Connecting Products, IoT & Smart Homes — Insights from Ecobee & Salesforce | DisrupTV Ep. 79
In DisrupTV Episode 79, hosts R “Ray” Wang and Vala Afshar are joined by:
- Stuart Lombard, Founder & CEO of ecobee, a company known for smart home thermostats and connected home devices.
- Charlie Isaacs, CTO for Customer Connection at Salesforce, who leads thinking around connected devices, customer contexts, and how sales, service, and marketing can better leverage IoT & unified customer views.
The conversation covers how product-connected ecosystems, customer context (including IoT / smart devices), and product-service integration are reshaping what customers expect from brands, as well as what companies must do to keep up.
Key Takeaways
From the episode, here are major insights:
IoT & Smart Devices are Changing Customer Expectations
Stuart Lombard described how ecobee has leveraged smart home devices not just for energy savings, but as a means to give customers more control, awareness, and integration. Smart thermostats are just one part of what a connected home becomes.
Unified Customer Connection & Context Matters
Charlie Isaacs emphasized that having a 360-degree view of the customer (data from devices, usage, service, purchase history) allows companies to offer more relevant, timely, and contextual experiences. Departments (sales, marketing, service) need to connect better through shared data and orchestrated workflows.
Design for Product-First / Device-First Contexts
When your product is connected (thermostats, sensors, etc.), you must think about design beyond just the hardware: firmware, software, updates, data flows, UI/UX across multiple platforms, reliability, and user trust (especially around privacy & data). Ecobee’s journey reflects balancing technical innovation, resilience, and user expectations.
Smart Homes as the Next Platform
Stuart Lombard pointed out that connected homes may become a foundational platform for future consumer IoT, much like smartphones or PCs. As energy, environment, and user wellbeing become more central, devices that help manage these in smart, simple ways will win.
Challenges: Integration, Trust, Affordability
The episode acknowledges that while devices & IoT offer promise, there are trade-offs. Data privacy, seamless integration, avoiding fragmentation (multiple disconnected devices), and maintaining affordability for consumers are real hurdles. Also, ensuring the devices are reliable and deliver long-term value.
Final Thoughts
- Companies building in the smart product / IoT space must go beyond novelty. Success comes from delivering seamless, context-aware, reliable experiences that embed into daily life—not just pushing technology for tech’s sake.
- Opportunity lies in integrating across data sources (device, service, usage) to build trust, anticipate needs, and provide value proactively. But this requires solid architecture, investment in customer privacy & data ethics, and ongoing reliability.
- The connected home is not just devices—it’s platform, service, user behavior, environmental concerns, energy constraints. Those companies which align mission (e.g., sustainability, energy efficiency) with customer value have more durable advantage.
- Partnerships and integration (with other devices, utility companies, platforms) are essential. Companies cannot succeed in isolated silos in the IoT world—ecosystem matters.
Related Episodes
Here are some episodes you might also find valuable if you liked this one:
- DisrupTV Ep. 84 – Building at the Edge: APIs & Modular Platforms (E.J. Kenney, Neha Sampat & Jon Reed) — for more on platforms, extensibility, and customer-centric architectures.
- DisrupTV Ep. 80 – Purpose-Driven Culture & Customer Engagement (Brynne Kennedy, David Sturt & Paul Greenberg) — exploring how culture and customer relationships multiply value.
- DisrupTV Ep. 86 – Scaling AI, ESG & Smart Enterprise (Manoj Saxena, Jay Jacobs & Heather Clancy) — for insights on integrating sustainability and tech scale.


*Task objective*
Look through the entries below and return all lines including the word "JSON".
Input data: Begin
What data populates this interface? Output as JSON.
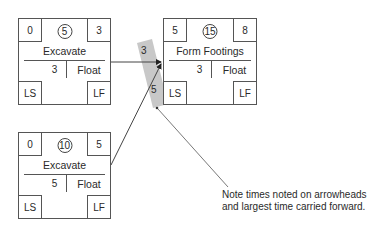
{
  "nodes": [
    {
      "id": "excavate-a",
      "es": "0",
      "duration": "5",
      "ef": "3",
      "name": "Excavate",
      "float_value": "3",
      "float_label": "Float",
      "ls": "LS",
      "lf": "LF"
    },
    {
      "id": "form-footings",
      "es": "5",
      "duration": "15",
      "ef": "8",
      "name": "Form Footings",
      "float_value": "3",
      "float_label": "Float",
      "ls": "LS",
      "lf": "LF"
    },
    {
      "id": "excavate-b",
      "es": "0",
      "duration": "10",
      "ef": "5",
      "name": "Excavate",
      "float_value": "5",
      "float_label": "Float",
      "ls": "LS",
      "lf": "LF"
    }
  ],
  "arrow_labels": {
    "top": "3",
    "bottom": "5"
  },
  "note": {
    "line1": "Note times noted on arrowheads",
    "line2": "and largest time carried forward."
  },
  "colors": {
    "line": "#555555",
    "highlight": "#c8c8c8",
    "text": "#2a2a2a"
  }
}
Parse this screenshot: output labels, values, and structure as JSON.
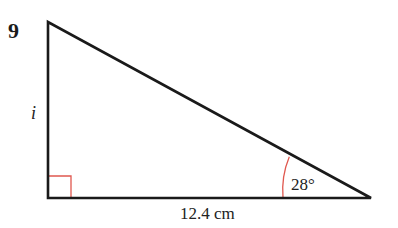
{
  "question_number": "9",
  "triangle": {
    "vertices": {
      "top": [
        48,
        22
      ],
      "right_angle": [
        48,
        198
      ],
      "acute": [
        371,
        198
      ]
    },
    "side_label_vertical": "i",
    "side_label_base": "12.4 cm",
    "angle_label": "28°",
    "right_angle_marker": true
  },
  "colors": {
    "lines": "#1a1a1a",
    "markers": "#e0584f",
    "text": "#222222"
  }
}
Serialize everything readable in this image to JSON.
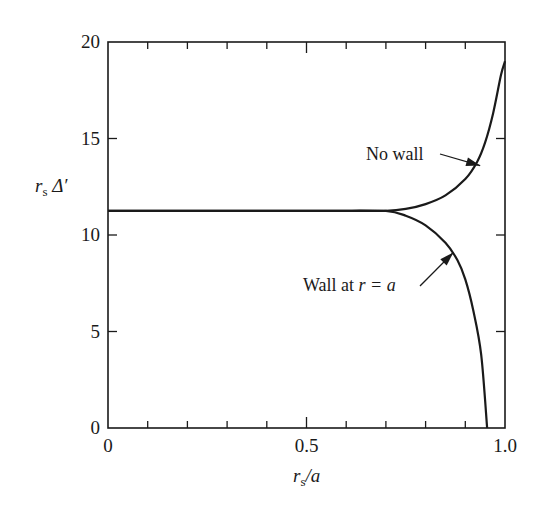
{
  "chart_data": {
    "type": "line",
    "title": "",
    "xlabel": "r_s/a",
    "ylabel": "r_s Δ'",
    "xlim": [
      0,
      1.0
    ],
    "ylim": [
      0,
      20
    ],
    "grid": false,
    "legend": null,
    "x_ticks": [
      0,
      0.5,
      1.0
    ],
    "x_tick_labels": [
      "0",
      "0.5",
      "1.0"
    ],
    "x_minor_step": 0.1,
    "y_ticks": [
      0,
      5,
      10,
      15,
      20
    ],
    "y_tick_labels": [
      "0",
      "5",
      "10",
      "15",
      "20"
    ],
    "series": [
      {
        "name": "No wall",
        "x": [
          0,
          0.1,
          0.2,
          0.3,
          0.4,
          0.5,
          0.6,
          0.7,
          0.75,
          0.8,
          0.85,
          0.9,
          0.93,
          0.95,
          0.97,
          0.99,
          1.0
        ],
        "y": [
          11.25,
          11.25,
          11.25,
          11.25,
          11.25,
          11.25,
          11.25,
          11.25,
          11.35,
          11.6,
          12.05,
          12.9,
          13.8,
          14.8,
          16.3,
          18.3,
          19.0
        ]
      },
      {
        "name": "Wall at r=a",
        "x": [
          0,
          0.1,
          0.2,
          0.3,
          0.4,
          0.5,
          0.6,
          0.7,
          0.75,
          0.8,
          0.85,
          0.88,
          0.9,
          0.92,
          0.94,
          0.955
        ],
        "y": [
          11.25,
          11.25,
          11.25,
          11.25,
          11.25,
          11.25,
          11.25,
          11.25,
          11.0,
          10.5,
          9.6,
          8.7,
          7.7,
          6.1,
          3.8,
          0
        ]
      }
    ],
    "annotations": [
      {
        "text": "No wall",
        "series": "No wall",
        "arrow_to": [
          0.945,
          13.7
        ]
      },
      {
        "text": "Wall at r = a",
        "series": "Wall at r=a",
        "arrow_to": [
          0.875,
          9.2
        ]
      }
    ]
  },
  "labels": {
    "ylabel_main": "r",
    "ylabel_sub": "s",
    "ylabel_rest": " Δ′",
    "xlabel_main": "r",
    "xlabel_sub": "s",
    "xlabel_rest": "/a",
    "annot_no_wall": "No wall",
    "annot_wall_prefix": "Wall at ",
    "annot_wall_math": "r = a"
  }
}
Input data: End
*Result of the exercise*
What data populates this interface? Output as JSON.
Parse this screenshot: output labels, values, and structure as JSON.
Serialize everything readable in this image to JSON.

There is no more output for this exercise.